Coffee and Cronyism: Guess Who’s Really Paying for Starbucks ‘Free Tuition’
Religion & Liberty Online

Coffee and Cronyism: Guess Who’s Really Paying for Starbucks ‘Free Tuition’

starbucksWhen most people think of Starbucks they think of overpriced coffee, free wifi, and omnipresence. Starbucks are everywhere. The company was founded in 1971 and since 1987 they’ve opened an average of two new stores every day. In the U.S. alone there are 12,973 locations.

When most people think of “big business”, though, they don’t often think of the Seattle-based coffee company. But they should. Starbucks has 151,000 fulltime employees, $15 billion in annual revenues, and three times as many locations as Walmart. Starbucks is one of the biggest of big businesses. And, not surprisingly, a big proponent of cronyist policies.

Cronyism occurs when an individual or organization colludes with government officials to create legislation or regulations that give them forced benefits they could not have otherwise obtained voluntarily. Those benefits come at the expense of consumers, taxpayers, and everyone working hard to compete in the marketplace. A prime example is minimum wage laws. Almost without fail, big businesses tend to support higher minimum wages.

Since they could just choose to pay higher wages, why would they support federal mandated wage floors? One reason is because it helps to eliminate the competition from small business who don’t have the size and scale to absorb higher-than-market wage increases.

In a recent interview with CNN, Starbucks CEO Howard Schultz said he supports an increase to federal minimum wage even though he admits the $15 wage in Seattle could have “traumatic effects” on small business owners and employees.

But notice what else Mr. Schultz says. He mentions that the company surveyed employees and asked what the “number one benefit” they wanted from Starbucks. The overwhelming request was for access to college education. He claims they now offer “free tuition for college” as part of their total benefits package. But is that true?

Last week the company unveiled a program that included a scholarship it described as “an investment” between Starbucks and Arizona State University. The program is designed to allow Starbucks workers to earn an online degree at the school at a steeply discounted rate. But the “free tuition” is based on the federal government picking up most of the tab:

Initially, Starbucks said that workers would be able to offset the costs through an upfront scholarship it was providing with Arizona State, but declined to say exactly how much of the cost it was shouldering. The chain estimated that the scholarship would average about $6,500 over two years to cover tuition of about $20,000.

Following the announcement, however, Arizona State University president Michael Crow told The Chronicle of Higher Education that Starbucks is not contributing any money toward the scholarship. Instead, Arizona State will essentially charge workers less than the sticker price for online tuition.

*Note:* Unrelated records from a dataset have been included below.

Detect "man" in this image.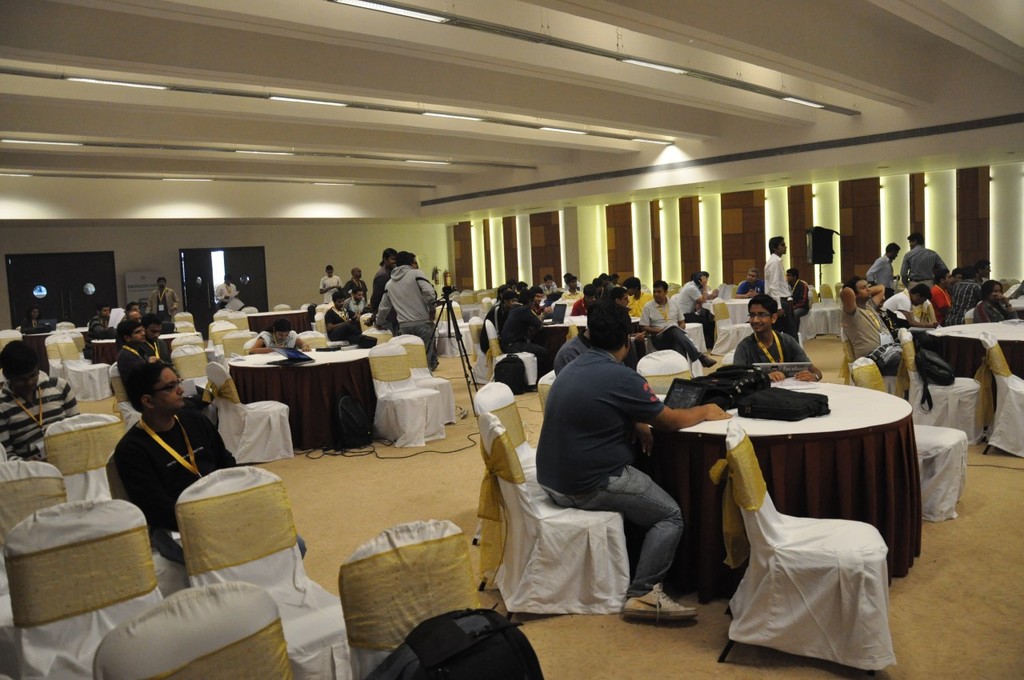
Detection: 900/229/945/285.
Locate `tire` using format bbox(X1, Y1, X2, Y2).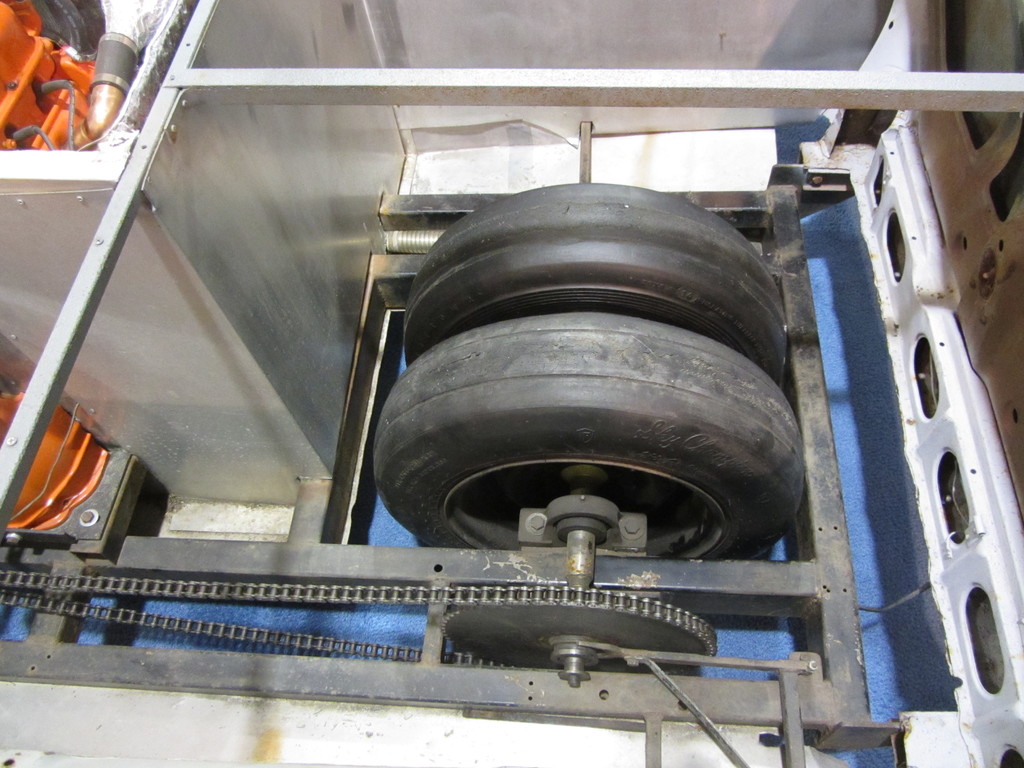
bbox(403, 173, 790, 387).
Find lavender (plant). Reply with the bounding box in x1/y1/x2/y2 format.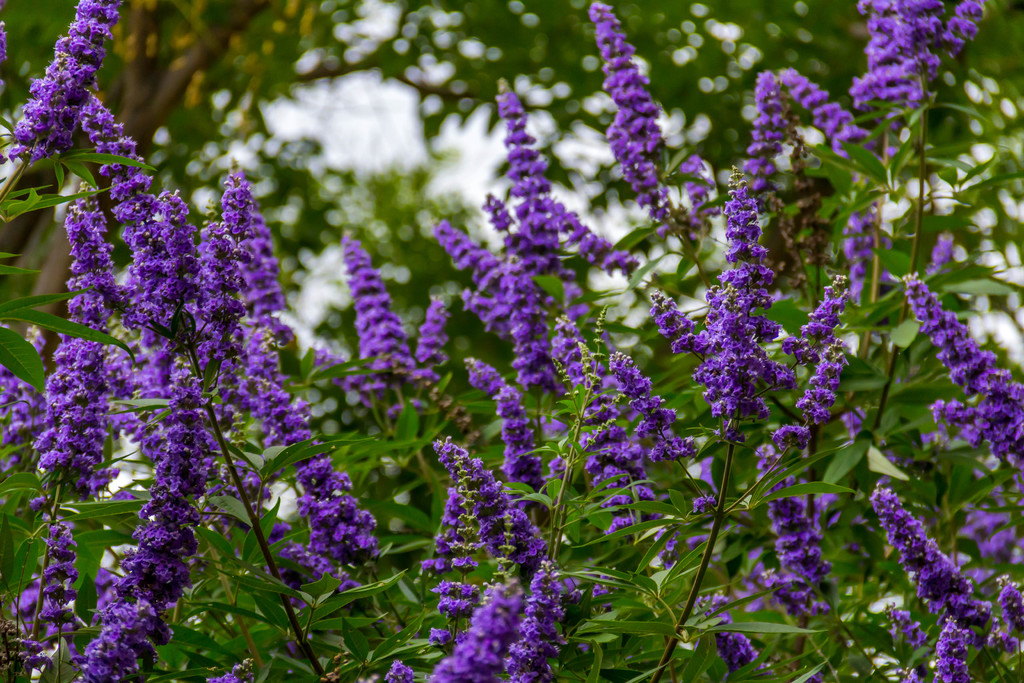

Much of the remainder would likely be covered by federal aid since most Starbucks workers don’t earn a lot of money.

Workers would pay whatever costs remained out of pocket for the first two years, and Starbucks would bear no costs.

Starbucks had previously declined to say how much it was contributing to the scholarship. But in a subsequent email Wednesday evening, Starbucks said that the scholarship is being “funded by ASU.”

The “free tuition” is based mostly on students getting federal aid in the form of Pell Grants and federal student loans. Starbucks may eventually pay some of the out-of-pocket expenses of the student (perhaps even up to $1,000 a year) but they aren’t directly paying for tuition.

Overall, it’s a great deal for both Starbucks and for ASU. The school gets federal money for students who would not normally be enticed by their online programs. And Starbucks gets to claim a “benefit” that cost them almost nothing. The primary people who will be paying are American taxpayers (though they would have likely foot the bill anyway), the taxpayers in Arizona, and students who attend ASU.

Students who don’t work for Starbucks will be paying the normal tuition rates in order to subsidize the education for out-of-state baristas. That “free tuition” Starbucks claims as a “benefit” is actually being paid for not by coffee profits but by the students in Phoenix who don’t get the benefit of working for a crony in Seattle.

For a lesson in how crony capitalism works, ASU students don’t even need to take Econ 101; they just need to look at their tuition bill.

Joe Carter

Joe Carter is a Senior Editor at the Acton Institute. Joe also serves as an editor at the The Gospel Coalition, a communications specialist for the Ethics and Religious Liberty Commission of the Southern Baptist Convention, and as an adjunct professor of journalism at Patrick Henry College. He is the editor of the NIV Lifehacks Bible and co-author of How to Argue like Jesus: Learning Persuasion from History's Greatest Communicator (Crossway).